-OpEd-
MEXICO CITY — His discourse, body language and tone are increasingly intolerant and suggest rising desperation. Mexican President Andrés Manuel López Obrador (aka AMLO) has become so verbally radical this year that he has indiscriminately attacked educational institutions, journalists and individuals who, paradoxically, had been among those who defended and promoted him — or at least his causes. The change in his demeanor compared to when he took office is patent and, nevertheless, none of this has altered the devotion of his electoral support base.
Pollsters are keen to understand the AMLO phenomenon of enduring approval despite such pathetic results on the ground and especially the gap between approval rates for the president and his government. As pollster Francisco Abundis observes in his column for Milenio newspaper, public perceptions of the general state of the economy are not determining when it comes to approval of the president. People “pay attention to other indicators, like social programs.” This, adds Abundis, was broadly similar to how opinion treated one former conservative president, Vicente Fox. “When sympathizers of the leader are questioned about the administration’s mistakes, the response is often to blame his team or those around him, but never the president,” he writes.
Building a personality cult
In the “report” of his first three years in power on December 1, the president revealed what might be a new strategy for the rest of his six-year term: If the key factor for his supporters (and ratings) is not tangible results measured by traditional indicators (like growth, jobs and security), then he must resort to personal promotion, which was precisely the point of his massive meeting in the Zócalo, Mexico City’s historic main square, on December 1. In other words, the presidential logic seems to be shifting shifting towards the consecration of his personality rather than of his socialist project.
In history, the leaders who aspired to a mythical status outnumber those who attained it
The crowd that attended the mass meeting, and the president’s ratings, suggest this may be the right bet. Traditional measurements appear not to be applicable to this president, because he has managed to be identified as the promoter of certain causes and viewed as the incarnation of accumulated resentments that go beyond satisfaction with the usual material or tangible paybacks. AMLO’s voters do not want results from him, for their devotion is somewhat religious, based more on faith than reasoning. In a word, there is a different phenomenon at work, which needs to be categorized in its own terms.
Transformational leaders vs. transformational projects
In history, the leaders who aspired to a mythical status outnumber those who attained it. Some became mythical for the wrong reasons (in John F. Kennedy’s case for example, for being killed), and others for transforming their societies, for better or worse. Mao, Stalin and Nelson Mandela are legendary, but not in the same ways. The excessive power our system gives our presidents make them think they can become transformational leaders, able to solve the country’s problems even without a suitable project. And they want to do it within a six-year term. Many tried it and almost all have ended up in history’s trash bin, or somewhere worse.
Two decades ago, the journalist Thomas Frank wrote in his book What’s the Matter with Kansas? that people vote against their own interests. They place values above interests and connect with leaders who promote immaterial causes that are not of immediate concern to them. He cited specifically the voters in the U.S. state of Kansas, who prefer candidates opposing abortion or favoring guns, to others concerned with the usual items like growth, jobs and education.
The consecration of a mythical leader?
So not all electoral preferences can be strictly gauged or understood with standard, analytical tools. Effective leaders use myths to their advantage, and often manage to draw voters to seemingly irrational projects. Fidel Castro became mythical, yet he impoverished and restricted Cuba for a good half century. Xi Jinping runs an extremely successful country but also seeks ideological sustenance from Mao, the greatest of oppressors.
But in Mexico, unlike many other countries, this isn’t the moment for AMLO’s consecration as a mythical leader. People can access information and make comparisons, which reveal the discrepancies between grandiloquent claims and dismal results. Still, expect three years of unrelenting self-promotion, which may yet create the myth. But, as Abundis observes of the conservative Fox, his inability to deliver on people’s vast expectations of him (for presiding over the end of 70-years of one-party rule in 2000) sharply cut his heroic figure to size. And he gradually became the opposite of a myth: a piece of fiction, a matter for reflection or just a failure.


Requirement |
Check every line of the entries below for the word "Manufacturing", and copy the ones that have it.

== Segment start ==

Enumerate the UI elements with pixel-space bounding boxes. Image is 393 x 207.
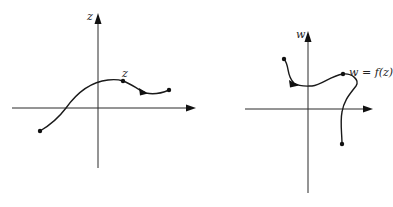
z-plane-end-point [167,88,171,92]
z-plane-path-direction-arrow-icon [139,88,148,96]
z-plane-vertical-arrow-icon [95,13,102,24]
w-point-label: w = f(z) [349,66,393,79]
z-plane-axis-label: z [86,10,93,23]
z-plane-path [40,80,169,131]
w-plane-horizontal-arrow-icon [363,106,373,113]
mapping-diagram: z z w w = f(z) [0,0,393,207]
z-plane-start-point [38,129,42,133]
w-plane-marked-point [341,72,345,76]
w-plane-panel: w w = f(z) [245,28,393,193]
w-plane-start-point [282,57,286,61]
z-plane-horizontal-arrow-icon [186,105,196,112]
w-plane-path-direction-arrow-icon [289,80,299,88]
w-plane-axis-label: w [296,28,306,41]
z-plane-panel: z z [12,10,196,168]
w-plane-end-point [340,142,344,146]
z-point-label: z [121,67,128,80]
w-plane-vertical-arrow-icon [305,31,312,42]
w-plane-path [284,59,357,144]
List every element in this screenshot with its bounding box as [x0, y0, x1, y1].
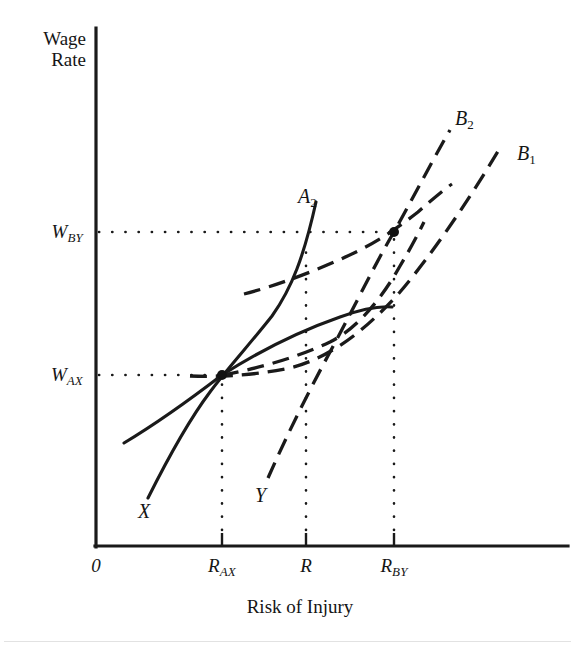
y-tick-label-w-ax: WAX: [13, 364, 83, 388]
y-tick-sub-w-by: BY: [67, 230, 83, 245]
x-tick-sub-r-ax: AX: [220, 564, 236, 579]
x-tick-sub-r-by: BY: [392, 564, 408, 579]
indifference-curve-plot: [0, 0, 575, 649]
x-tick-base-r: R: [300, 555, 312, 576]
curve-Y: [222, 222, 424, 375]
x-tick-base-r-by: R: [380, 555, 392, 576]
curve-label-b2-sub: 2: [467, 117, 474, 132]
tangency-point-ax: [217, 370, 227, 380]
curve-label-a2: A2: [298, 185, 317, 210]
curve-label-a2-base: A: [298, 185, 310, 207]
x-tick-label-r: R: [271, 555, 341, 579]
y-axis-title: Wage Rate: [14, 28, 86, 71]
y-tick-base-w-by: W: [52, 221, 68, 242]
x-axis-tick-marks: [222, 533, 394, 546]
curve-label-b2: B2: [455, 107, 474, 132]
curve-label-y-base: Y: [255, 484, 266, 506]
origin-label: 0: [61, 555, 131, 576]
curve-A2-dashed: [244, 184, 452, 294]
x-tick-label-r-by: RBY: [359, 555, 429, 579]
x-axis-title: Risk of Injury: [150, 596, 450, 617]
curve-label-y: Y: [255, 484, 266, 506]
curve-label-b1: B1: [517, 142, 536, 167]
tangency-point-by: [389, 227, 399, 237]
y-axis-title-line2: Rate: [14, 49, 86, 70]
y-tick-sub-w-ax: AX: [67, 373, 83, 388]
y-tick-label-w-by: WBY: [13, 221, 83, 245]
curve-label-a2-sub: 2: [310, 195, 317, 210]
y-axis-title-line1: Wage: [14, 28, 86, 49]
guide-lines: [99, 232, 396, 530]
figure-canvas: Wage Rate Risk of Injury 0 WBY WAX RAX R…: [0, 0, 575, 649]
tangency-markers: [217, 227, 399, 380]
dashed-curves: [190, 130, 500, 478]
solid-curves: [124, 202, 392, 498]
curve-label-b2-base: B: [455, 107, 467, 129]
page-bottom-rule: [4, 641, 571, 642]
curve-label-b1-base: B: [517, 142, 529, 164]
y-tick-base-w-ax: W: [51, 364, 67, 385]
x-tick-base-r-ax: R: [208, 555, 220, 576]
curve-B1: [190, 148, 500, 376]
curve-label-x: X: [138, 500, 150, 522]
curve-label-b1-sub: 1: [529, 152, 536, 167]
x-tick-label-r-ax: RAX: [187, 555, 257, 579]
curve-label-x-base: X: [138, 500, 150, 522]
curve-X: [148, 202, 316, 498]
curve-B2: [268, 130, 450, 478]
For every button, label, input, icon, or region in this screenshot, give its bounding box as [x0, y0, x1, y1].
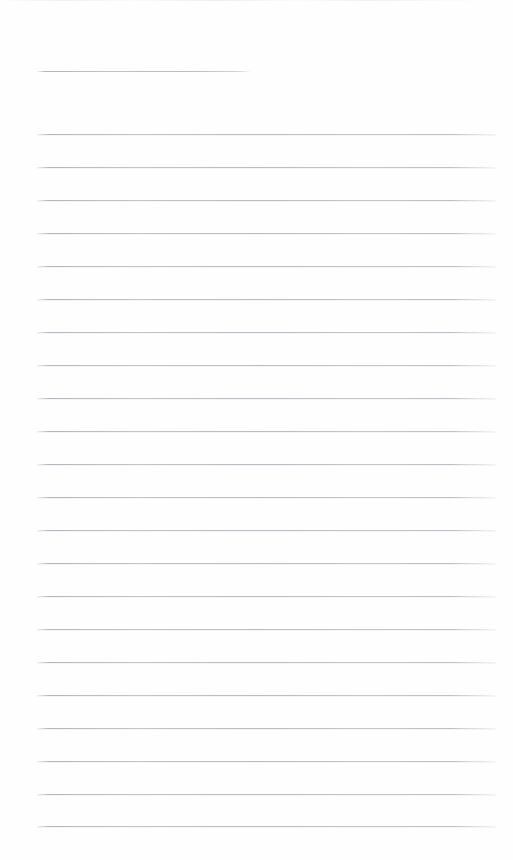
notepaper-page [0, 0, 513, 860]
ruled-line[interactable] [37, 695, 496, 696]
ruled-line[interactable] [37, 794, 496, 795]
ruled-line[interactable] [37, 563, 496, 564]
ruled-line[interactable] [37, 431, 496, 432]
ruled-line[interactable] [37, 826, 496, 827]
top-edge-rule [0, 0, 513, 1]
ruled-line[interactable] [37, 398, 496, 399]
title-rule[interactable] [37, 71, 250, 72]
ruled-line[interactable] [37, 662, 496, 663]
ruled-line[interactable] [37, 464, 496, 465]
ruled-line[interactable] [37, 596, 496, 597]
ruled-line[interactable] [37, 134, 496, 135]
ruled-line[interactable] [37, 728, 496, 729]
ruled-line[interactable] [37, 167, 496, 168]
ruled-line[interactable] [37, 332, 496, 333]
ruled-line[interactable] [37, 299, 496, 300]
ruled-line[interactable] [37, 233, 496, 234]
ruled-line[interactable] [37, 365, 496, 366]
ruled-line[interactable] [37, 200, 496, 201]
ruled-line[interactable] [37, 266, 496, 267]
ruled-line[interactable] [37, 761, 496, 762]
ruled-line[interactable] [37, 497, 496, 498]
ruled-line[interactable] [37, 629, 496, 630]
ruled-line[interactable] [37, 530, 496, 531]
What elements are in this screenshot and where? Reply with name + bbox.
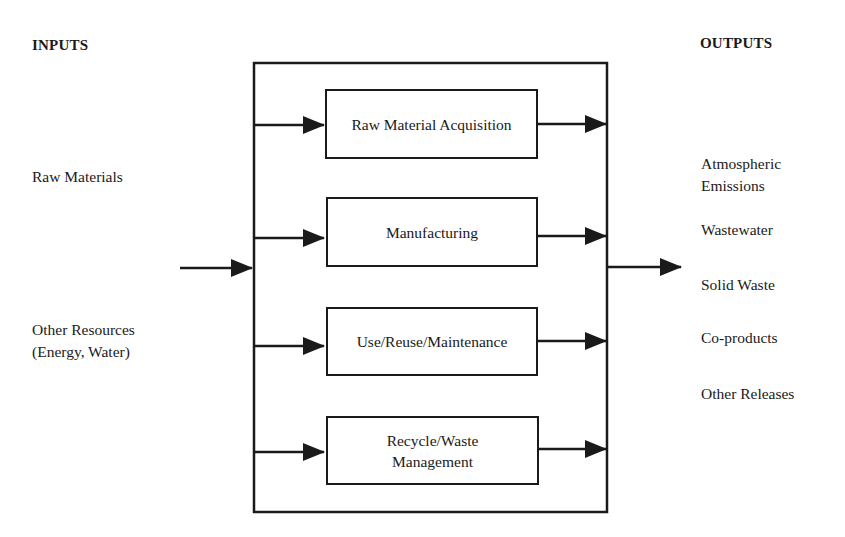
stage-manufacturing: Manufacturing xyxy=(326,197,538,267)
output-wastewater: Wastewater xyxy=(701,219,773,241)
stage-label: Manufacturing xyxy=(386,222,478,243)
stage-label: Use/Reuse/Maintenance xyxy=(357,331,508,352)
output-atmospheric-emissions: Atmospheric Emissions xyxy=(701,153,781,197)
outputs-heading: OUTPUTS xyxy=(700,35,772,52)
stage-recycle-waste-management: Recycle/Waste Management xyxy=(326,416,539,485)
stage-use-reuse-maintenance: Use/Reuse/Maintenance xyxy=(326,307,538,376)
input-other-resources: Other Resources (Energy, Water) xyxy=(32,319,135,363)
output-solid-waste: Solid Waste xyxy=(701,274,775,296)
output-other-releases: Other Releases xyxy=(701,383,794,405)
output-co-products: Co-products xyxy=(701,327,778,349)
stage-raw-material-acquisition: Raw Material Acquisition xyxy=(325,89,538,159)
stage-label: Recycle/Waste Management xyxy=(387,430,479,472)
inputs-heading: INPUTS xyxy=(32,37,88,54)
stage-label: Raw Material Acquisition xyxy=(351,114,511,135)
input-raw-materials: Raw Materials xyxy=(32,166,123,188)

== Segment end ==

The answer |
stage-manufacturing: Manufacturing xyxy=(326,197,538,267)
stage-label: Manufacturing xyxy=(386,222,478,243)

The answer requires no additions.